Abstract

Two structural properties in mixed alkali metal phosphate glasses that seem to be crucial to the development of the mixed-ion effect in dc conductivity were systematically analyzed in Na mixed metaphosphates: the local order around the mobile species, and their distribution and mixing in the glass network. The set of glasses considered here, Na1–xMxPO3 with M = Li, Ag, K, Rb, and Cs and 0 ≤ x ≤ 1, encompass a broad degree of size mismatch between the mixed cation species. A comprehensive solid-state nuclear magnetic resonance study was carried out using 31P MAS, 23Na triple quantum MAS, 87Rb QCPMG, 31P–23Na REDOR, 23Na–7Li and 7Li–6Li SEDOR, and 23Na spin-echo decay. It was observed that the arrangement of P atoms around Na in the mixed glasses was indistinguishable from that observed in the NaPO3 glass. However, systematic distortions in the local structure of the O environments around Na were observed, related to the presence of the second cation. The average Na–O distances show an expansion/compression when Na+ ions are replaced by cations with respectively smaller/bigger radii.

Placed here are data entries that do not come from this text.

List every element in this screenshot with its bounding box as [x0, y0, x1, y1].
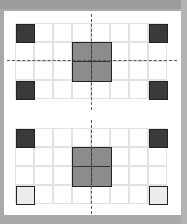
- grid-cell: [15, 166, 34, 185]
- grid-cell: [34, 128, 53, 147]
- bottom-vertical-symmetry-line: [91, 120, 92, 214]
- grid-cell: [129, 42, 148, 61]
- grid-cell: [148, 166, 167, 185]
- grid-cell: [53, 80, 72, 99]
- grid-cell: [91, 80, 110, 99]
- grid-cell: [148, 42, 167, 61]
- top-border: [0, 0, 187, 9]
- grid-cell: [91, 185, 110, 204]
- grid-cell: [53, 42, 72, 61]
- dark-shaded-square: [16, 129, 35, 148]
- grid-cell: [110, 80, 129, 99]
- grid-cell: [129, 61, 148, 80]
- grid-cell: [72, 23, 91, 42]
- grid-cell: [53, 147, 72, 166]
- grid-cell: [129, 147, 148, 166]
- dark-shaded-square: [149, 81, 168, 100]
- grid-cell: [129, 185, 148, 204]
- grid-cell: [110, 147, 129, 166]
- grid-cell: [148, 61, 167, 80]
- grid-cell: [15, 61, 34, 80]
- top-horizontal-symmetry-line: [7, 60, 177, 61]
- dark-shaded-square: [149, 24, 168, 43]
- grid-cell: [34, 23, 53, 42]
- grid-cell: [129, 128, 148, 147]
- grid-cell: [34, 147, 53, 166]
- grid-cell: [53, 166, 72, 185]
- grid-cell: [34, 80, 53, 99]
- grid-cell: [110, 185, 129, 204]
- mid-shaded-square: [72, 147, 112, 187]
- dark-shaded-square: [149, 129, 168, 148]
- dark-shaded-square: [16, 24, 35, 43]
- grid-cell: [34, 61, 53, 80]
- grid-cell: [34, 185, 53, 204]
- grid-cell: [148, 147, 167, 166]
- grid-cell: [129, 23, 148, 42]
- grid-cell: [72, 128, 91, 147]
- grid-cell: [110, 23, 129, 42]
- grid-cell: [72, 80, 91, 99]
- grid-cell: [53, 128, 72, 147]
- grid-cell: [72, 185, 91, 204]
- mid-shaded-square: [72, 42, 112, 82]
- right-border: [181, 0, 187, 224]
- dark-shaded-square: [16, 81, 35, 100]
- grid-cell: [110, 166, 129, 185]
- grid-cell: [34, 166, 53, 185]
- grid-cell: [15, 42, 34, 61]
- grid-cell: [110, 128, 129, 147]
- grid-cell: [110, 61, 129, 80]
- grid-cell: [53, 61, 72, 80]
- light-shaded-square: [149, 186, 168, 205]
- grid-cell: [15, 147, 34, 166]
- top-vertical-symmetry-line: [91, 14, 92, 110]
- grid-cell: [129, 166, 148, 185]
- grid-cell: [34, 42, 53, 61]
- grid-cell: [53, 23, 72, 42]
- grid-cell: [129, 80, 148, 99]
- grid-cell: [53, 185, 72, 204]
- grid-cell: [110, 42, 129, 61]
- light-shaded-square: [16, 186, 35, 205]
- grid-cell: [91, 23, 110, 42]
- grid-cell: [91, 128, 110, 147]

The behavior of the nuclear electric quadrupole coupling constants indicates that this expansion reduces the local symmetry, while the compression produces the opposite effect. These effects become marginally small when the size mismatch between the cations is small, as in Na–Ag mixed glasses. The present study confirms the intimate mixing of cation species at the atomic scale, but clear deviations from random mixing were detected in systems with larger alkali metal ions (Cs–Na, K–Na, Rb–Na). In contrast, no deviations from the statistical ion mixture were found in the systems Ag–Na and Li–Na, where mixed cations are either of radii comparable to (Ag+) or smaller than (Li+) Na+. The set of results supports two fundamental structural features of the models proposed to explain the mixed-ion effect: the structural specificity of the sites occupied by each cation species and their mixing at the atomic scale.